My friend, Eugene, has a friend named Purly. Purly has an uncle who owns a camp way the heck back in the hills. The camp is really just a shack by a pond but Purly’s uncle rents it out to city people who come up to hunt. He makes good money with it, too. A few years ago, he let Purly, Eugene and me use it at the end of the season in exchange for doing a little job while we were there.
The camp is primitive,and the latrine is never more than two fifty-gallon drums, stacked on end in a hole, with a board across the rim to sit on. A canvas tarp provides privacy on three sides (the fourth provides a view of the pond) and it has no roof. Each year, Purly’s uncle folds the top of the upper drum over with a sledge hammer, buries the whole mess and digs a new hole somewhere else. Our little job was to fold over and bury that season’s latrine, which was especially full due to heavy rains the week before.
We hadn’t even been there an hour when a red squirrel ran past with one of Eugene’s candy bars in its mouth and disappeared into the woods. Eugene doesn’t like squirrels except for eating, and when it ran by again, this time dragging a Slim Jim, that squirrel became Eugene’s obsession. He set elaborate traps for that squirrel and he threw rocks, cans and knives every time he saw it, but it was persistent and cunning and it generally happened that while Eugene was looking for the squirrel in back of the shack, the squirrel was running around the front with another candy bar.
By the third day Eugene had given up on deer hunting and spent the entire morning sitting on his bunk with an axe. Quite frankly, he was making me nervous and I don’t know how many times I said, “Careful with that axe, Eugene” before he finally set aside the axe and picked up his shotgun instead.
Not sure how a shotgun was safer than an axe, Purly and I suspected it might be best to continue any drinking we might have been doing outside, and it turns out we were right because not three minutes later there was a thunderous blast from inside the shack. A cloud of sleeping bag down billowed out the door, followed closely by a red squirrel carrying a Baby Ruth bar, followed closely by Eugene, who let loose another blast from his shotgun just as the squirrel ducked beneath the canvas of the latrine wall.

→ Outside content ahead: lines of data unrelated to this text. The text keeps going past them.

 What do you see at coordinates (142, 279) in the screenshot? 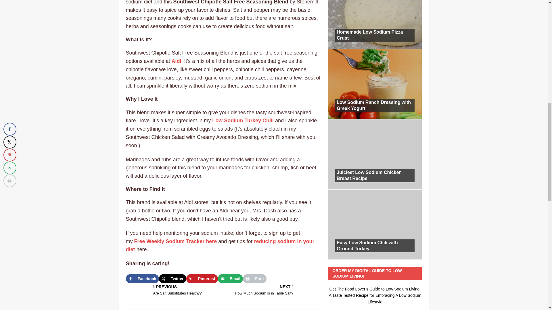
I see `Facebook` at bounding box center [142, 279].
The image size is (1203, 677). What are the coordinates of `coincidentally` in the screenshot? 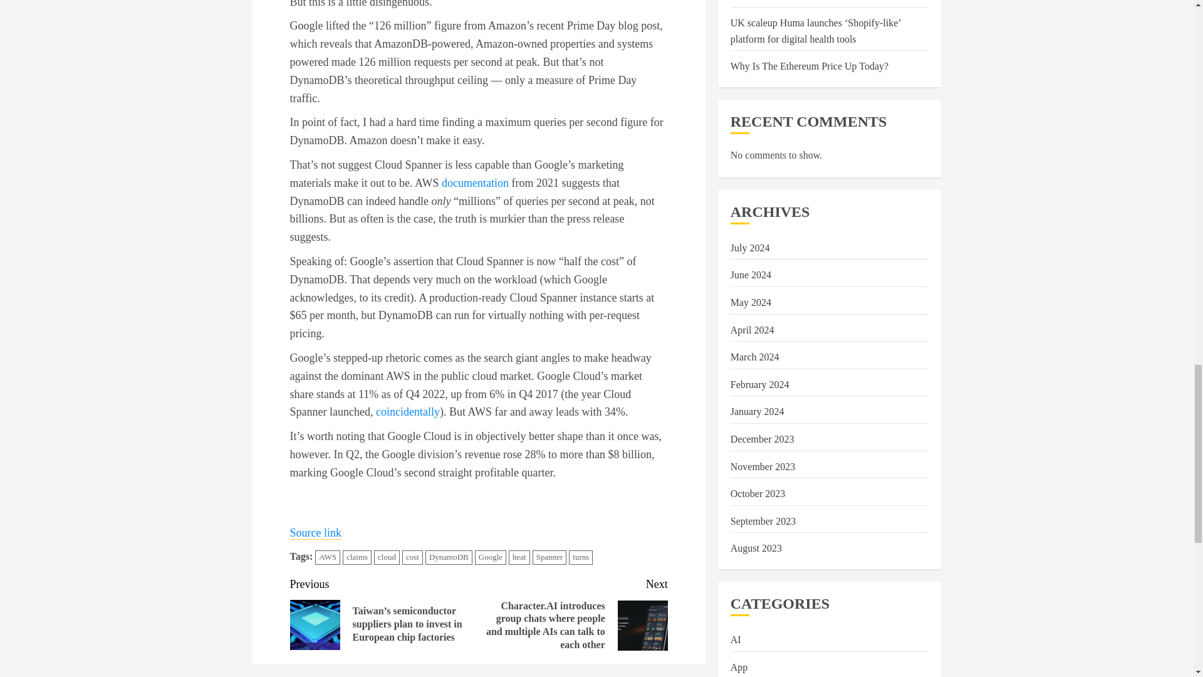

Eugene stalked to the open side of the latrine, with exaggerated, Elmer Fudd-like stealth, and as Purly and I moved around for a better view, Eugene rushed the can, looking in quickly and pulling back. He must have seen something in there because he quietly chambered two more shells, ducked back in and stepped gingerly onto the sitting board.
Considering that he had a shotgun and was shooting into a barrel, it seemed that Eugene was taking extra careful aim, but when we realized he was just being careful to miss his toes we had to shrug in admiration for Eugene’s commitment to gun safety. Our highly considered opinion was, however, somewhat tempered by the feeling that Eugene might not have thought this one through very well, but before I could suggest that it might not be a good idea to discharge a double-barrel shotgun into ninety-some odd gallons of excrement, he had gone and done it.
The sound of the shot was muffled, aimed down into the can as it was, but the force of the blast, along with the shape of the stacked metal drums, created a semi-solid column of fetid human waste that shot skyward past Eugene with a monstrous, hissing roar. The narrow sitting board offered little protection and his pants legs billowed as the cuffs were blown up past his knees and his T-shirt flapped wildly as it was pushed up over his head.
Purly screamed and I howled as the brown geyser shot above the canvas walls and into the still, fall air. Then we both gasped in horror as it paused briefly, hanging in space for an instant, before losing shape and dropping with a not entirely liquid splash, after which, except for the sound of a few drips and some trickles, all was silent.
Invisible tendrils of stench slowly spread, winding toward us, causing us to wretch and cover our faces and when Eugene stepped down off the plank, his trousers askew and brown goo dripping from his hair, Purly recoiled in disgust as he realized that he had just seen what he had seen. I, on the other hand had a hard time not laughing, holding my side as I gasped for air and pointed at the squirrel, who had watched the whole thing from a branch twenty feet up, calmly chewing through the wrapper of Eugene’s Baby Ruth bar.
Folding over and burying the barrel was an easier job than we had expected, thanks to the contents being blasted out, and I’d like to think that Eugene learned a lesson from all of this but somehow I’m just not sure.
No apologies necessary, I’m sure I speak for all 7 of us when I say we love hearing from Eugene!
No apologies necessary, I’m sure I speak for all 7 of us when I say we love hearing from Eugene!
You can say that again, Wanda!
OK, besides what I just said, I’m laughing my ass off! This was too good!
You have only seven readers? I thought Eugene was world renowned?
It was well worth reading again, and I laughed just as hard.
You need to sell this story to either Cartoon Network or the Farrelly brothers — either one could make you rich…
I like the rocks, cans, and knives part.
no one sticks their nose in Eugenes business. Go squirrel.
I’ve never gotten so much giggling out of a three year old post. 😉
It’s a good thing Eugene was only hunting squirrel!